Following the time-hallowed custom of his forbears, Yaroslav in his last days divided the lands of his realm among his surviving sons. (Vladimir, the eldest, had died in 1052.) Isiaslav became, after his father’s death, Grand Prince of Kiev, his four brothers being settled respectively in the sub-provinces of Tchernigov, Péréyaslavl, Smolensk, and Volhynia. Polotzk was still held by the other branch of the family. Yaroslav died at Voutchigorod on the 19th February 1054. On a winter’s day his corpse was borne in mournful procession along the snow-clad road to Kiev, there to rest in a marble tomb in a side chapel of the Cathedral of S. Sofia.
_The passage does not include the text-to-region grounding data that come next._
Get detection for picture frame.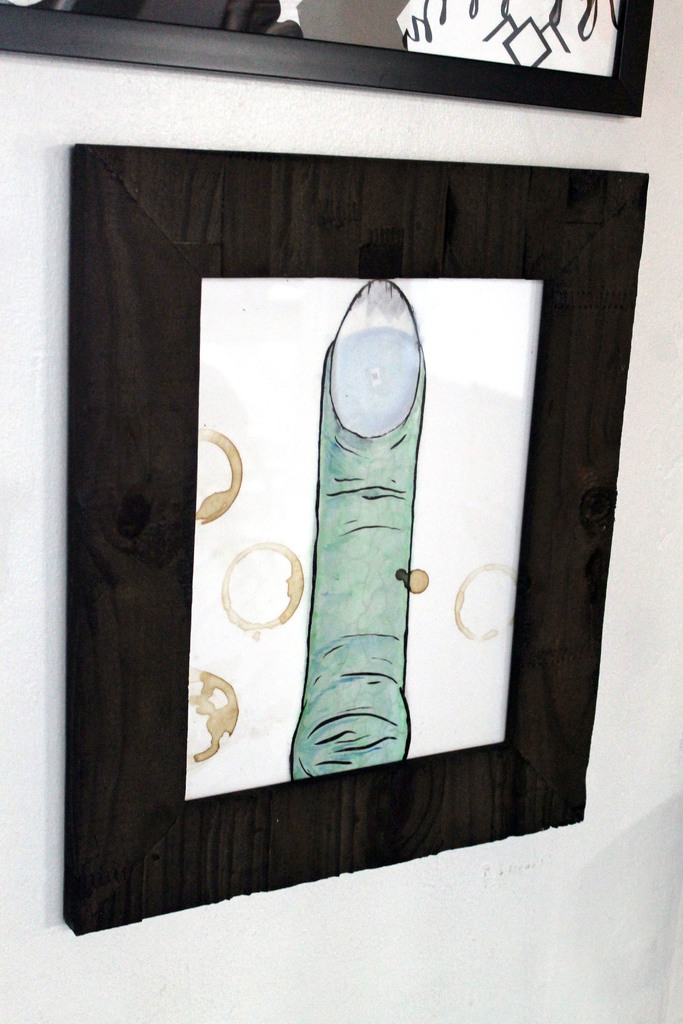
Detection: [x1=70, y1=140, x2=652, y2=932].
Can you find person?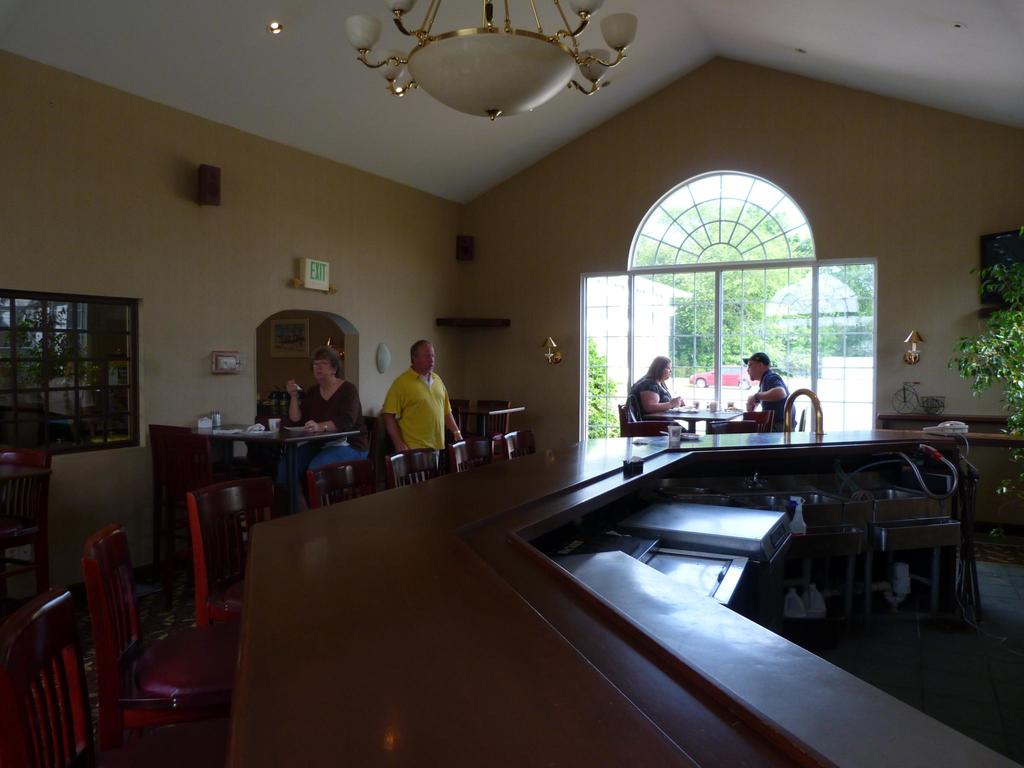
Yes, bounding box: [x1=744, y1=355, x2=790, y2=422].
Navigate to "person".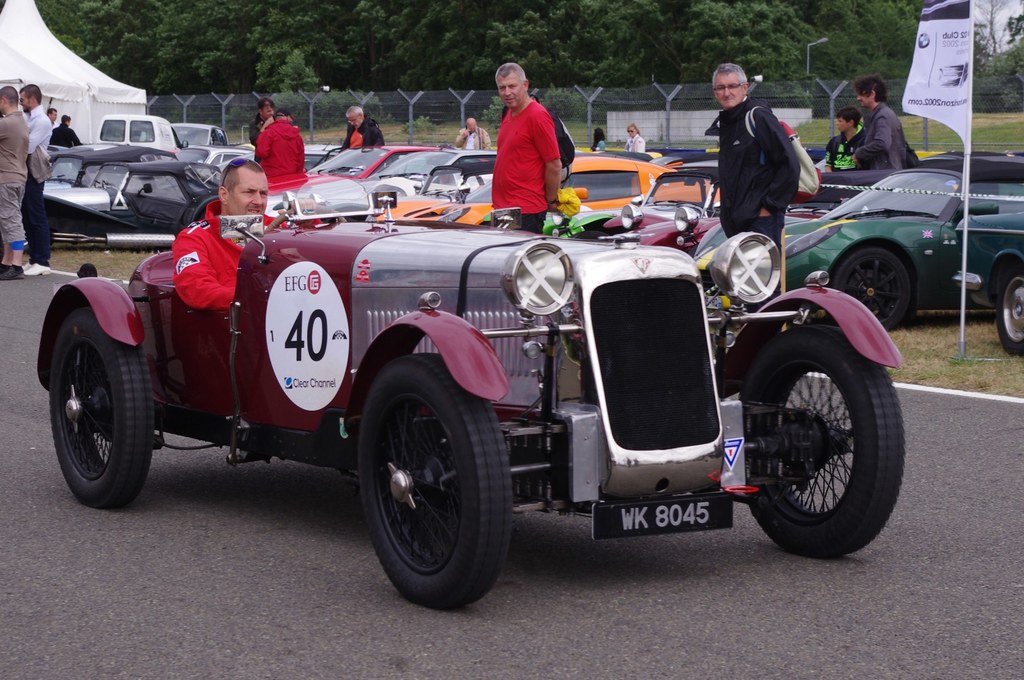
Navigation target: [335, 102, 385, 154].
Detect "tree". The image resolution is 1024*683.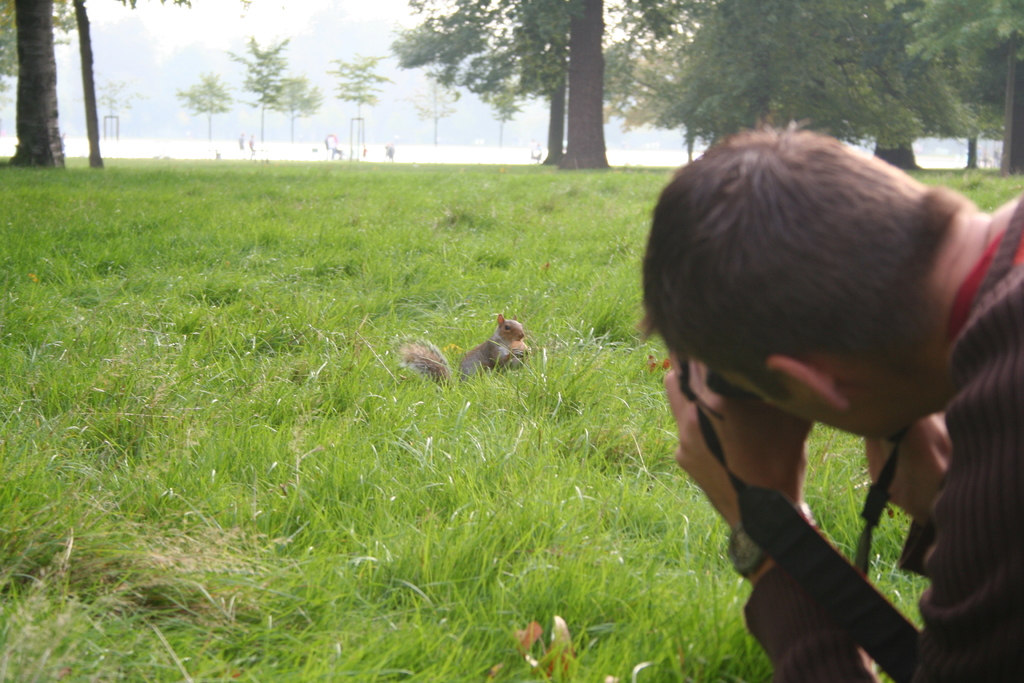
pyautogui.locateOnScreen(334, 52, 384, 131).
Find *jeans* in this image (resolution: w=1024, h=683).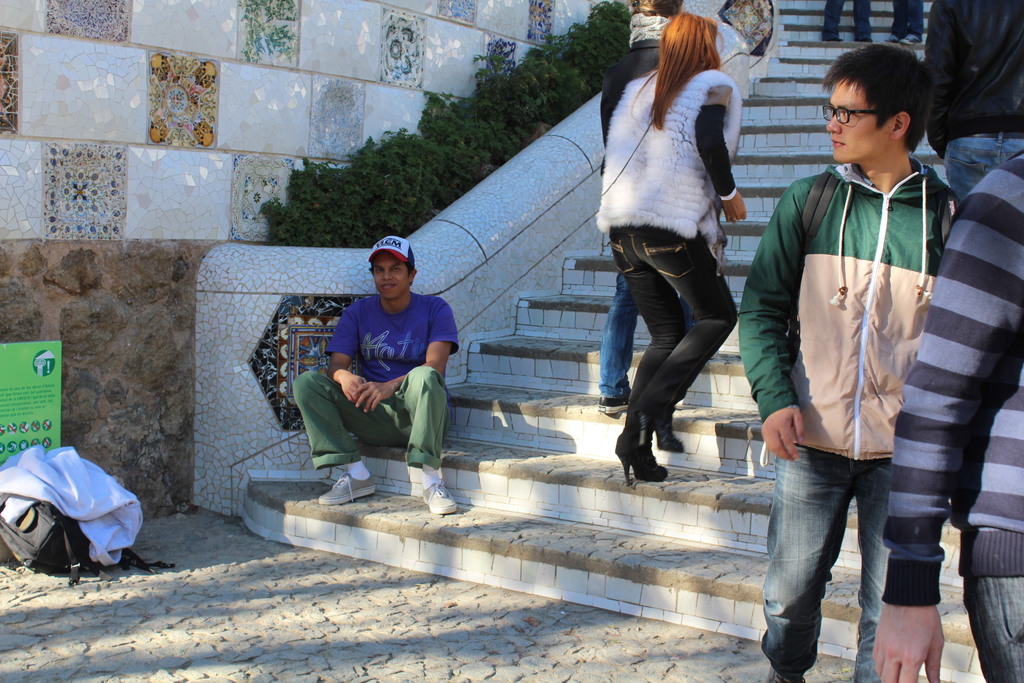
region(598, 265, 696, 395).
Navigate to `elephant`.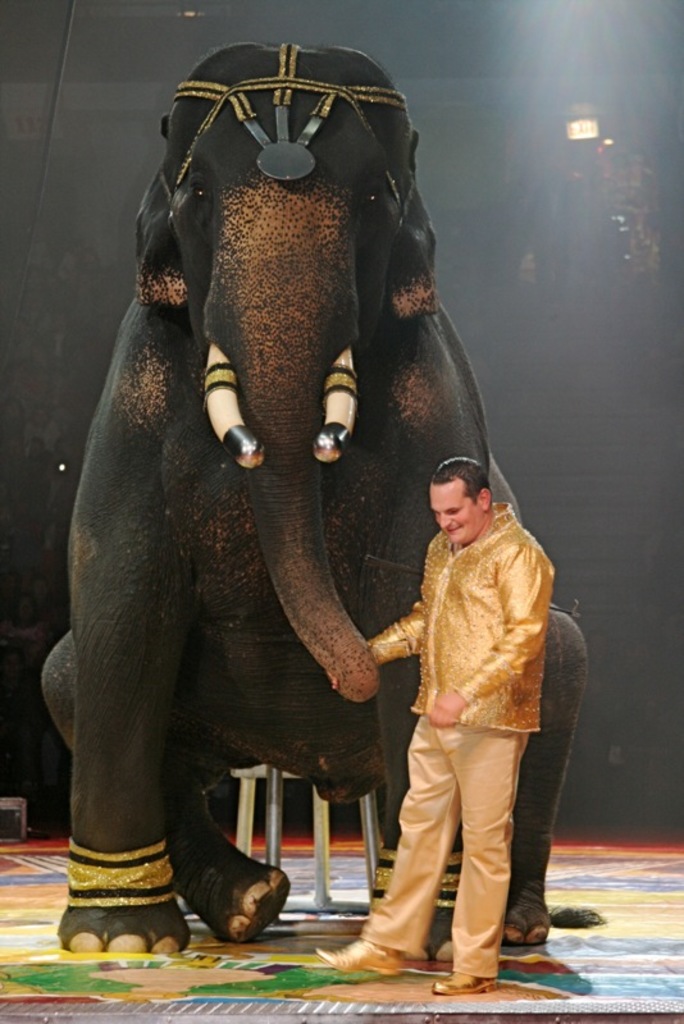
Navigation target: <box>40,44,588,948</box>.
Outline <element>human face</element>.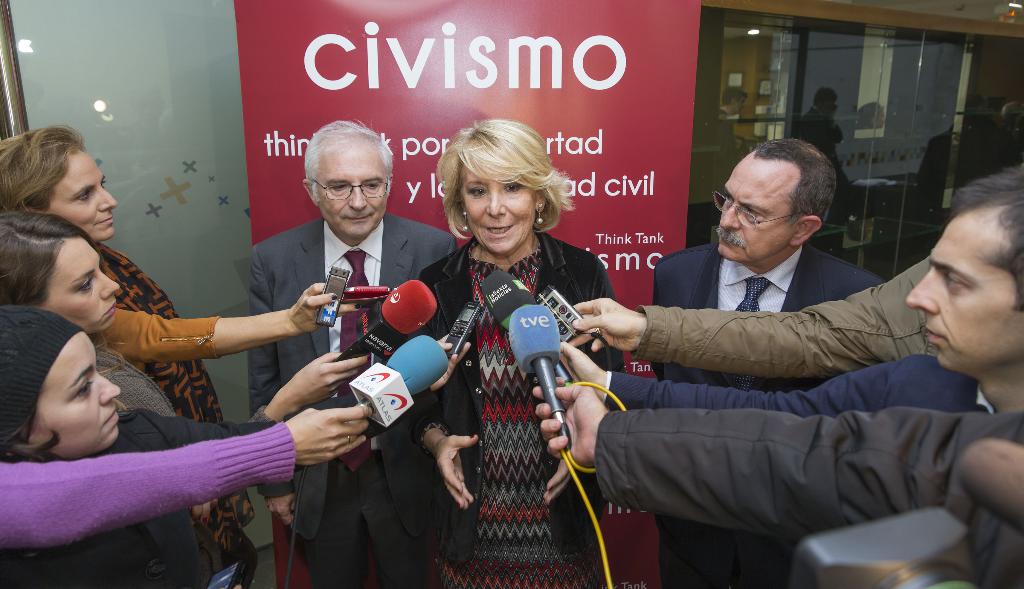
Outline: detection(45, 239, 118, 327).
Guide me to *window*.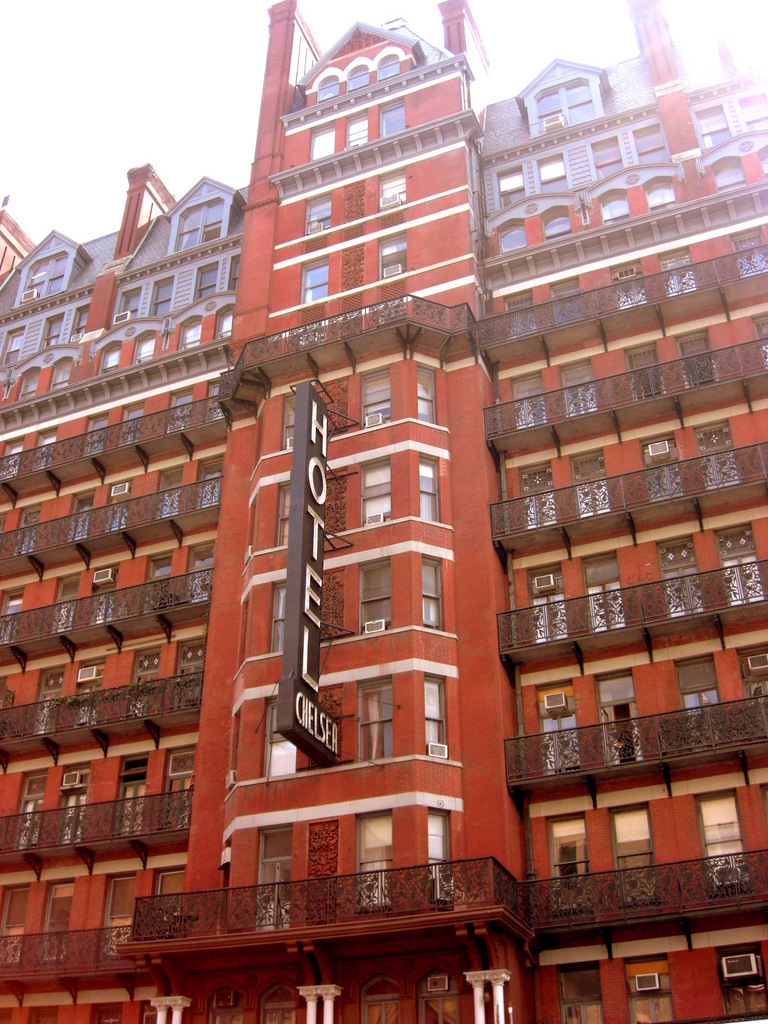
Guidance: [left=418, top=553, right=446, bottom=630].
Under Yaroslav Russia enjoyed a prosperity and position that was lost in the partitions and discords of his successors, and this circumstance was probably responsible for the somewhat flattering estimate that was formed of his character by subsequent chroniclers.[21] As patron of Kiev and benefactor to the Church he was naturally glorious and good in the eyes of Nestor, and by some writers he has been styled “the Russian Charlemagne,” on account of the code of laws which he formulated for his country. Concerning his piety, he lived in an age when much giving from the State treasury to church or monastery counted for such, and it is recorded of him that his dying words charged his sons to “treat each other as brothers” and “have great tenderness” one for another. His own brother still lay in the prison that was his living tomb for over a score of years.